His wild imagination and attention to detail resulted in a screenplay for The Blues Brothers nearly three times the length of a standard film script. It was whittled down with assistance from wunderkind director John Landis, whose avoidance of drugs is at odds with practically everyone else in this story. 

Cocaine was everywhere during the shoot. It’s a wonder Landis managed to capture any useable footage of Belushi at all. The sunglasses helped, you’d never know from watching the film that Joliet Jake is almost always hungover. 

De Vise covers every aspect of its often-chaotic production in tremendous, riveting detail. Imagine the making of Apocalypse Now, but on the streets of Chicago. 
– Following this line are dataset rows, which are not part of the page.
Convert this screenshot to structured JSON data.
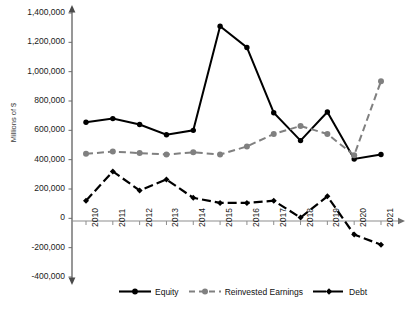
{
  "chart_data": {
    "type": "line",
    "title": "",
    "xlabel": "",
    "ylabel": "Millions of $",
    "categories": [
      "2010",
      "2011",
      "2012",
      "2013",
      "2014",
      "2015",
      "2016",
      "2017",
      "2018",
      "2019",
      "2020",
      "2021"
    ],
    "ylim": [
      -400000,
      1400000
    ],
    "yticks": [
      1400000,
      1200000,
      1000000,
      800000,
      600000,
      400000,
      200000,
      0,
      -200000,
      -400000
    ],
    "ytick_labels": [
      "1,400,000",
      "1,200,000",
      "1,000,000",
      "800,000",
      "600,000",
      "400,000",
      "200,000",
      "0",
      "-200,000",
      "-400,000"
    ],
    "grid": false,
    "legend_position": "bottom",
    "series": [
      {
        "name": "Equity",
        "color": "#000000",
        "style": "solid",
        "marker": "circle",
        "values": [
          655000,
          680000,
          640000,
          570000,
          600000,
          1310000,
          1165000,
          720000,
          530000,
          725000,
          405000,
          435000
        ]
      },
      {
        "name": "Reinvested Earnings",
        "color": "#808080",
        "style": "dashed",
        "marker": "circle",
        "values": [
          440000,
          455000,
          445000,
          435000,
          450000,
          435000,
          490000,
          575000,
          630000,
          575000,
          430000,
          935000
        ]
      },
      {
        "name": "Debt",
        "color": "#000000",
        "style": "dashed",
        "marker": "diamond",
        "values": [
          120000,
          320000,
          190000,
          265000,
          140000,
          105000,
          105000,
          120000,
          5000,
          150000,
          -110000,
          -180000
        ]
      }
    ]
  },
  "legend": {
    "items": [
      {
        "label": "Equity"
      },
      {
        "label": "Reinvested Earnings"
      },
      {
        "label": "Debt"
      }
    ]
  }
}
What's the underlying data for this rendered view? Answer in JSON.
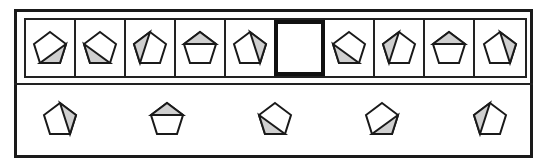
{
  "puzzle": {
    "type": "pentagon-sequence",
    "missing_index": 5,
    "colors": {
      "stroke": "#1a1a1a",
      "shade": "#cfcfcf",
      "background": "#ffffff"
    },
    "sequence": [
      {
        "id": 1,
        "shaded": "bottom-right"
      },
      {
        "id": 2,
        "shaded": "bottom-left"
      },
      {
        "id": 3,
        "shaded": "left-top"
      },
      {
        "id": 4,
        "shaded": "top"
      },
      {
        "id": 5,
        "shaded": "right-top"
      },
      {
        "id": 6,
        "shaded": "missing"
      },
      {
        "id": 7,
        "shaded": "bottom-left"
      },
      {
        "id": 8,
        "shaded": "left-top"
      },
      {
        "id": 9,
        "shaded": "top"
      },
      {
        "id": 10,
        "shaded": "right-top"
      }
    ],
    "options": [
      {
        "id": 1,
        "shaded": "right-top"
      },
      {
        "id": 2,
        "shaded": "top"
      },
      {
        "id": 3,
        "shaded": "bottom-left"
      },
      {
        "id": 4,
        "shaded": "bottom-right"
      },
      {
        "id": 5,
        "shaded": "left-top"
      }
    ]
  }
}
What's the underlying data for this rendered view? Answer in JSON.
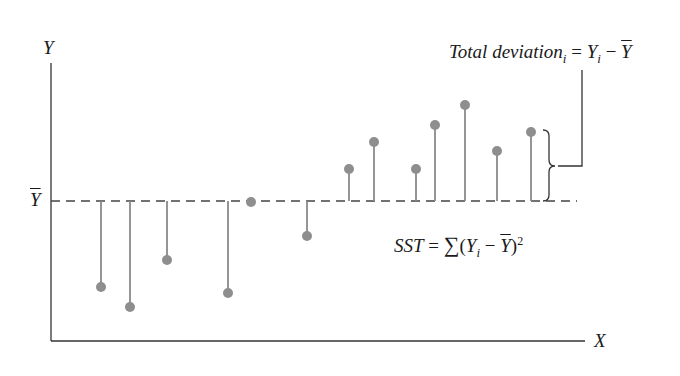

Was the entire project a well-meaning yet problematic example of cultural appropriation? Yes and no. De Visé stresses the undeniable point that the waning careers of guest stars Aretha Franklin, James Brown and Ray Charles were revived by the film’s success.  

That was all Aykroyd and Belushi really wanted to do. Listen to the music. This epic tome honours their mission from God. 

Paul Whitelaw is a book, TV and music critic.

The Blues Brothers: An Epic Friendship, the Rise of Improv and the Making of an American Film Classic by Daniel de Visé is out on 28 March (White Rabbit, £23). You can buy it from The Big Issue shop on Bookshop.org, which helps to support The Big Issue and independent bookshops.

This article is taken from The Big Issue magazine, which exists to give homeless, long-term unemployed and marginalised people the opportunity to earn an income. To support our work buy a copy!